Thursday, February 12, 2015

Definitions Matter: IOM Report on ME/CFS

Being a sufferer of Chronic Fatigue Syndrome (CFS) means dealing with skeptical doctors, a lack of public awareness, and a very confusing diagnostic process. The last is a much bigger problem than even sufferers understand for it is the doctors being confused as well.

So I applaud the new diagnosis method proposed by the Institute of Medicine of the National Academies here in the United States. While I haven’t read the full report yet, the outlines and video presentation depict a much more streamlined (and dare I say it, more accurate) list of symptoms for diagnosis.

Quoting from the Key Facts PDF:

There are five main symptoms of ME/CFS:

  1. Reduction or impairment in ability to carry out normal daily activities, accompanied by profound fatigue;
  2. Post-exertional malaise (worsening of symptoms after physical, cognitive, or emotional effort);
  3. Unrefreshing sleep;
  4. Cognitive impairment; and
  5. Orthostatic intolerance (symptoms that worsen when a person stands upright and improve when the person lies back down).

The first three are mandatory and one of the latter two is needed to fulfill the criteria for diagnosis.

I suffer harshly from the first four and haven’t been tested for orthostatic intolerance. Lately, number four has been particularly bad, hence my not posting much. The last few days have been especially challenging making coherent sentences a challenge even when speaking. Today is better, thankfully.

Also in the report is a proposal to rename the disease to Systemic Exertion Intolerance Disease or SEID. Doesn’t roll off the tip of the tongue, does it? However, it is bang on what the illness is really about and, most importantly, replaces “syndrome” with “disease” which is important in the medical world.

Note that this report has nothing on treatment and is confined to diagnostics for doctors and researchers, so please don’t get your hopes up on a treatment being developed quickly or even at all. What this report does is add legitimacy to the illness which is vital for extensive research to be done like Stanford’s findings last year of physical abnormalities in CFS patients’ brains.

After over 25 years of having this miserable illness, I’d given up any hope of advancement in any way or form from the medical community. This may be more than a glimmer.

Monday, February 02, 2015

February Already?

Tiger Tabby

“Tempus fugit,” said the Romans and indeed that observation still applies two millennia later. January turned out to be a bear of a month to get through, so next to nothing got done other than what was required. Hopefully, things will get easier as the temperatures warm and winter weather slowly departs.

That may be awhile, as I was snowed in yesterday and didn’t make it to church. Great irony could be found in the fact that I had asked to be covered for my Sunday school lesson the week before due to a forecast of snow that didn’t arrive. So of course the boy that cried wolf (NOAA) wasn’t listened to this time and I awakened to heavy drifting across our steep drive.

Tuesday, January 13, 2015

The World Is Burning–So What?

The first post of the year 2015 is something I actually started awhile back and forgot about. Lately I’ve been pondering how people deal with life’s challenges along with how much behavior is influenced by external pressures. Stress fractures in society are increasing in size and quantity while people seem less equipped to deal with them. That’s the backdrop for what I began writing last year and updated for this post…

Russia slowly undermines and takes away chunks of Ukraine, China bullies its neighbors and lays claim to vast swathes of sea, Islamists are wreaking havoc in France and Africa, illegal alien minors including gang members are flooding over the border with Mexico, Iraq lost territory to terrorists and Iran sent troops in, and the United States has the most corrupt and incompetent leadership in its history. Yep, it is business as usual -- if you are a student of history. Unfortunately, most people are not.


Return all the entries word for word, minus the pictures.

══════════

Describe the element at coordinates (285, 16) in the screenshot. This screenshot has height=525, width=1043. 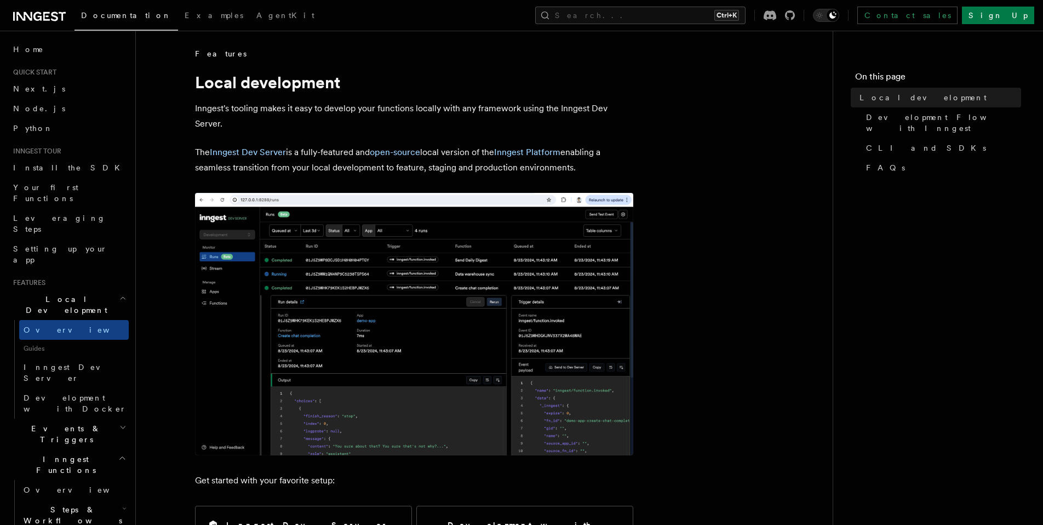
I see `a: AgentKit` at that location.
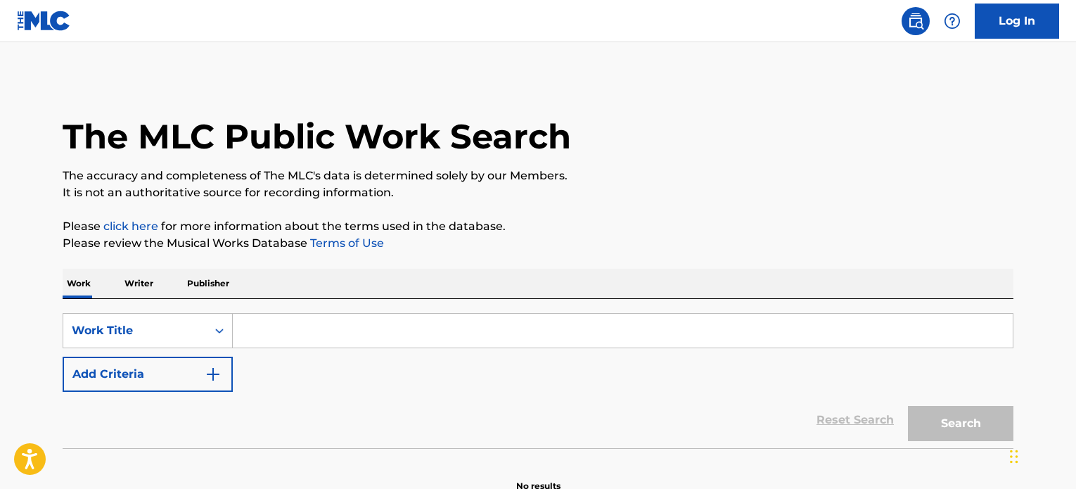  Describe the element at coordinates (208, 283) in the screenshot. I see `p: Publisher` at that location.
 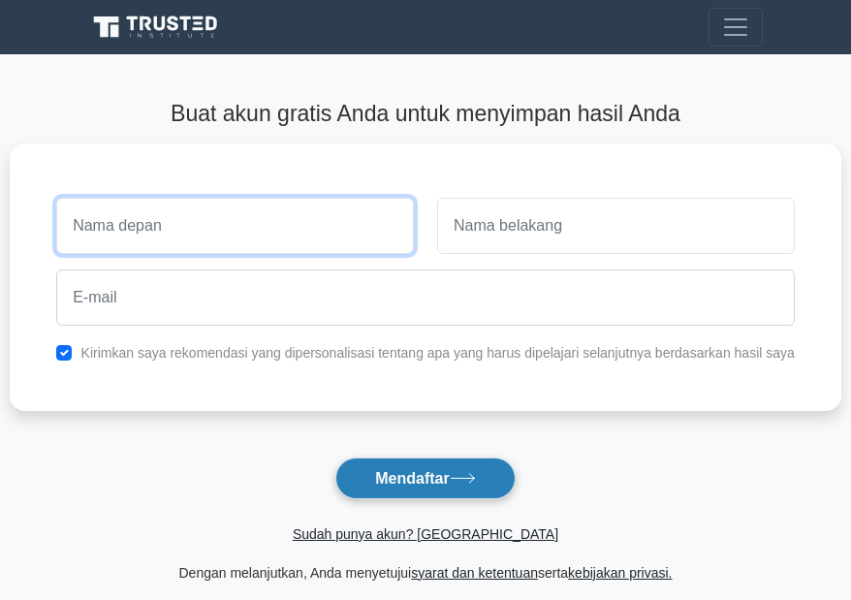 I want to click on font: Buat akun gratis Anda untuk menyimpan hasil Anda, so click(x=425, y=113).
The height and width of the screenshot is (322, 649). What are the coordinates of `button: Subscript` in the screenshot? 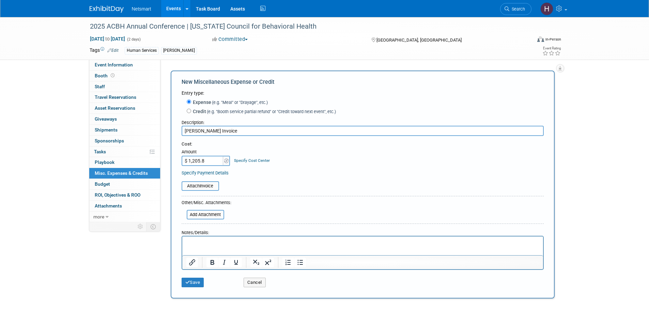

══════════

§ **Your solution**
Describe the element at coordinates (285, 16) in the screenshot. This screenshot has height=525, width=1043. 
I see `a: AgentKit` at that location.
  Describe the element at coordinates (208, 283) in the screenshot. I see `p: Publisher` at that location.
  I want to click on font: Buat akun gratis Anda untuk menyimpan hasil Anda, so click(x=425, y=113).
The height and width of the screenshot is (322, 649). What are the coordinates of `button: Subscript` in the screenshot? 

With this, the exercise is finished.